I went dinner and a movie with a friend last night and barely walked out of the theater on my own accord. I knew I shouldn’t have gone because my lower legs had started cramping that morning (just like when you run without warming up) but then it seemed to go away until the evening and I was hell bent on doing something “normal”. I kept having to get up during dinner to shake out my legs and at one point went to check if they were swollen; but they looked perfectly normal? By the time I got home at 11:30pm I could barely walk up the stairs to a hot salt bath; which didn’t do much.
I also started having other “problems” yesterday that I can only assume are side effects. I woke up in the morning with a sore swollen “feeling” neck and right arm, but I assumed it was from my Lupron shot administered the night before. But then the ache started to spread down my whole body throughout the day and by the end of the movie I was joking that even my cheeks hurt to smile.
Today everything feels bruised and swollen, as if I have been beaten by a bat, or taken a tumble down a ski hill – even my earlobes are sensitive to the touch. I have never quite felt an entire body pain like this. It’s unbelievable, and I keep trying to laugh about it, but that hurts too.
Combined with the persistent heartburn and night sweats I didn’t sleep a wink last night. I only dragged myself out of bed, and I mean dragged, because I had a client meeting this afternoon and I need the money. Everyone was so worried about the state I was in there was a family planning meeting about how much pain killers I could take and at what time that would ensure a window in which I could be coherent yet still physically able to walk and drive to my meeting. We also had a back up plan incase I couldn’t drive myself back home.
The last few days have been a reminder never to judge a person from the outside, because you never know what’s going on on the inside, under their clothes and in their minds. I know the lengths I’ve gone to struggle through an evening out because I wanted to be doing something normal. Or to find a work outfit that hides my permacath, a dressy hat that hides my thinning hair, to use every ounce of my energy to concentrate through my morphine mind, and plaster a smile on although it hurts my face.
Sometimes I think I shouldn’t do it. I should let people see the struggles so that they can truly start to understand what living with cancer and treatment can be like. But then I could never take it back and have just a normal dinner and a movie night out.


Requirement - Print all the records below, word for word and in full.

Data listing -
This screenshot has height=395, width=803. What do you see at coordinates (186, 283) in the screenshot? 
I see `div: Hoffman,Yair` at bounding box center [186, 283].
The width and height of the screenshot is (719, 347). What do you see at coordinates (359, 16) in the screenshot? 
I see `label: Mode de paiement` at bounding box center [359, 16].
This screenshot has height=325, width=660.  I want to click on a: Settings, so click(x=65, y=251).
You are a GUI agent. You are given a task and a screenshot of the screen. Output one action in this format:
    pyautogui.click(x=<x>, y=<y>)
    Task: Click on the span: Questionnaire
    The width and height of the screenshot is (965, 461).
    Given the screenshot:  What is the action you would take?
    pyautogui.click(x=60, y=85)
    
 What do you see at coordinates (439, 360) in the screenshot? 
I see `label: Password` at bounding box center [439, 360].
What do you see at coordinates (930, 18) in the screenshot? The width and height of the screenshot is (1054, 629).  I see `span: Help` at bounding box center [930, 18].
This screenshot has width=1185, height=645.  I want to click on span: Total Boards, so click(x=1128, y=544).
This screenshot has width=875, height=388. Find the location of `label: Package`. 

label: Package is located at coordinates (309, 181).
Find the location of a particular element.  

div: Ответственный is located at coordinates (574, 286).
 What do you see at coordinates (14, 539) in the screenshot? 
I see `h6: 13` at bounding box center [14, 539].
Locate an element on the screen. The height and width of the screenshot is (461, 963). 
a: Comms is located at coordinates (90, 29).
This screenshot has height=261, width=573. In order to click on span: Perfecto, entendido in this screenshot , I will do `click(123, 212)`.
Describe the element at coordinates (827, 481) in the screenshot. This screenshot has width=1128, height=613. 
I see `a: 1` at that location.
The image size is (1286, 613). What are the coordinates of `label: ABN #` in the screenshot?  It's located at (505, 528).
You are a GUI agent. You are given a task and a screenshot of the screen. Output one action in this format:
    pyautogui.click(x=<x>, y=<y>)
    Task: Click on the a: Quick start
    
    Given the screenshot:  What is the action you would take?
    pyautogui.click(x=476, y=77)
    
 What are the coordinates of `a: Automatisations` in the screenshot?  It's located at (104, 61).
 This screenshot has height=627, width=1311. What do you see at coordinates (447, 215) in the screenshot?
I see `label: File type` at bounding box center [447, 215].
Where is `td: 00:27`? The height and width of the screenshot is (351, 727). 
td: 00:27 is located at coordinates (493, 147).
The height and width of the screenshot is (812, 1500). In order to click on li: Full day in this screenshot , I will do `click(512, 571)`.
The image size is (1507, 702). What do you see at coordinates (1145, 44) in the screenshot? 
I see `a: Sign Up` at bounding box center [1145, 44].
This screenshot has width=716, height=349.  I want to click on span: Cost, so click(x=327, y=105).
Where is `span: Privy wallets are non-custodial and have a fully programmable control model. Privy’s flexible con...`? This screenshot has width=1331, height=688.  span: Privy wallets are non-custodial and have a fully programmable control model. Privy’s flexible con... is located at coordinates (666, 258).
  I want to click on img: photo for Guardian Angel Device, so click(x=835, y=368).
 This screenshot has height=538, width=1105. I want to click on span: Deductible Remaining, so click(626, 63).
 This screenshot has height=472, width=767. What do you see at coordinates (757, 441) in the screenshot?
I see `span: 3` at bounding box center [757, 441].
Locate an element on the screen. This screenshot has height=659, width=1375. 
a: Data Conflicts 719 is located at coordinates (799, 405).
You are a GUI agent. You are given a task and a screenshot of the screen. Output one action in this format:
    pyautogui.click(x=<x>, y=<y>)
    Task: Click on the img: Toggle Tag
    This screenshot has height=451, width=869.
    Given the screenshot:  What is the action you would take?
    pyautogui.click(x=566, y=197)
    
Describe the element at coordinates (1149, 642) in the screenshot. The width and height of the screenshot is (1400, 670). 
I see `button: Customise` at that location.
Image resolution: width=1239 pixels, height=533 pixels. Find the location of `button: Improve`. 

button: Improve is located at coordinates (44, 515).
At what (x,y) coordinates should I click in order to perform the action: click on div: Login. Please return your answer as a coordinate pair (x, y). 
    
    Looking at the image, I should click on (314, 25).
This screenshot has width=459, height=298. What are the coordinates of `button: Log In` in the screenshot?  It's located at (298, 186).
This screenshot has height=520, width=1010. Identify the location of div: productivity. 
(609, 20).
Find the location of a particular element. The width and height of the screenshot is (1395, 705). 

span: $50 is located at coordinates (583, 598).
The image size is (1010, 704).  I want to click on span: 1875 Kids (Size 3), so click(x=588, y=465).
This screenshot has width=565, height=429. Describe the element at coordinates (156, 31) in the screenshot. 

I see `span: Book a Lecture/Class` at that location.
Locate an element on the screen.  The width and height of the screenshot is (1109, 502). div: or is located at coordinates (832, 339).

Result -
This screenshot has height=395, width=803. What do you see at coordinates (186, 283) in the screenshot? 
I see `div: Hoffman,Yair` at bounding box center [186, 283].
The width and height of the screenshot is (719, 347). What do you see at coordinates (359, 16) in the screenshot? 
I see `label: Mode de paiement` at bounding box center [359, 16].
This screenshot has height=325, width=660.  I want to click on a: Settings, so click(x=65, y=251).
You are a GUI agent. You are given a task and a screenshot of the screen. Output one action in this format:
    pyautogui.click(x=<x>, y=<y>)
    Task: Click on the span: Questionnaire
    The width and height of the screenshot is (965, 461).
    Given the screenshot:  What is the action you would take?
    pyautogui.click(x=60, y=85)
    
 What do you see at coordinates (439, 360) in the screenshot? 
I see `label: Password` at bounding box center [439, 360].
What do you see at coordinates (930, 18) in the screenshot? The width and height of the screenshot is (1054, 629).  I see `span: Help` at bounding box center [930, 18].
This screenshot has width=1185, height=645.  I want to click on span: Total Boards, so click(x=1128, y=544).
This screenshot has width=875, height=388. Find the location of `label: Package`. 

label: Package is located at coordinates (309, 181).
Find the location of a particular element.  

div: Ответственный is located at coordinates (574, 286).
 What do you see at coordinates (14, 539) in the screenshot? 
I see `h6: 13` at bounding box center [14, 539].
Locate an element on the screen. The height and width of the screenshot is (461, 963). 
a: Comms is located at coordinates (90, 29).
This screenshot has height=261, width=573. In order to click on span: Perfecto, entendido in this screenshot , I will do `click(123, 212)`.
Describe the element at coordinates (827, 481) in the screenshot. This screenshot has width=1128, height=613. 
I see `a: 1` at that location.
The image size is (1286, 613). What are the coordinates of `label: ABN #` in the screenshot?  It's located at (505, 528).
You are a GUI agent. You are given a task and a screenshot of the screen. Output one action in this format:
    pyautogui.click(x=<x>, y=<y>)
    Task: Click on the a: Quick start
    
    Given the screenshot:  What is the action you would take?
    pyautogui.click(x=476, y=77)
    
 What are the coordinates of `a: Automatisations` in the screenshot?  It's located at (104, 61).
 This screenshot has height=627, width=1311. What do you see at coordinates (447, 215) in the screenshot?
I see `label: File type` at bounding box center [447, 215].
Where is `td: 00:27`? The height and width of the screenshot is (351, 727). 
td: 00:27 is located at coordinates (493, 147).
The height and width of the screenshot is (812, 1500). In order to click on li: Full day in this screenshot , I will do `click(512, 571)`.
The image size is (1507, 702). What do you see at coordinates (1145, 44) in the screenshot? 
I see `a: Sign Up` at bounding box center [1145, 44].
This screenshot has width=716, height=349.  I want to click on span: Cost, so click(x=327, y=105).
Where is `span: Privy wallets are non-custodial and have a fully programmable control model. Privy’s flexible con...`? This screenshot has width=1331, height=688.  span: Privy wallets are non-custodial and have a fully programmable control model. Privy’s flexible con... is located at coordinates (666, 258).
  I want to click on img: photo for Guardian Angel Device, so click(x=835, y=368).
 This screenshot has height=538, width=1105. I want to click on span: Deductible Remaining, so click(626, 63).
 This screenshot has height=472, width=767. What do you see at coordinates (757, 441) in the screenshot?
I see `span: 3` at bounding box center [757, 441].
Locate an element on the screen. This screenshot has height=659, width=1375. 
a: Data Conflicts 719 is located at coordinates (799, 405).
You are a GUI agent. You are given a task and a screenshot of the screen. Output one action in this format:
    pyautogui.click(x=<x>, y=<y>)
    Task: Click on the img: Toggle Tag
    This screenshot has height=451, width=869.
    Given the screenshot:  What is the action you would take?
    pyautogui.click(x=566, y=197)
    
Describe the element at coordinates (1149, 642) in the screenshot. The width and height of the screenshot is (1400, 670). 
I see `button: Customise` at that location.
Image resolution: width=1239 pixels, height=533 pixels. Find the location of `button: Improve`. 

button: Improve is located at coordinates (44, 515).
At what (x,y) coordinates should I click in order to perform the action: click on div: Login. Please return your answer as a coordinate pair (x, y). 
    
    Looking at the image, I should click on (314, 25).
This screenshot has width=459, height=298. What are the coordinates of `button: Log In` in the screenshot?  It's located at (298, 186).
This screenshot has height=520, width=1010. Identify the location of div: productivity. 
(609, 20).
Find the location of a particular element. The width and height of the screenshot is (1395, 705). 

span: $50 is located at coordinates (583, 598).
The image size is (1010, 704).  I want to click on span: 1875 Kids (Size 3), so click(x=588, y=465).
This screenshot has width=565, height=429. Describe the element at coordinates (156, 31) in the screenshot. 

I see `span: Book a Lecture/Class` at that location.
Locate an element on the screen.  The width and height of the screenshot is (1109, 502). div: or is located at coordinates (832, 339).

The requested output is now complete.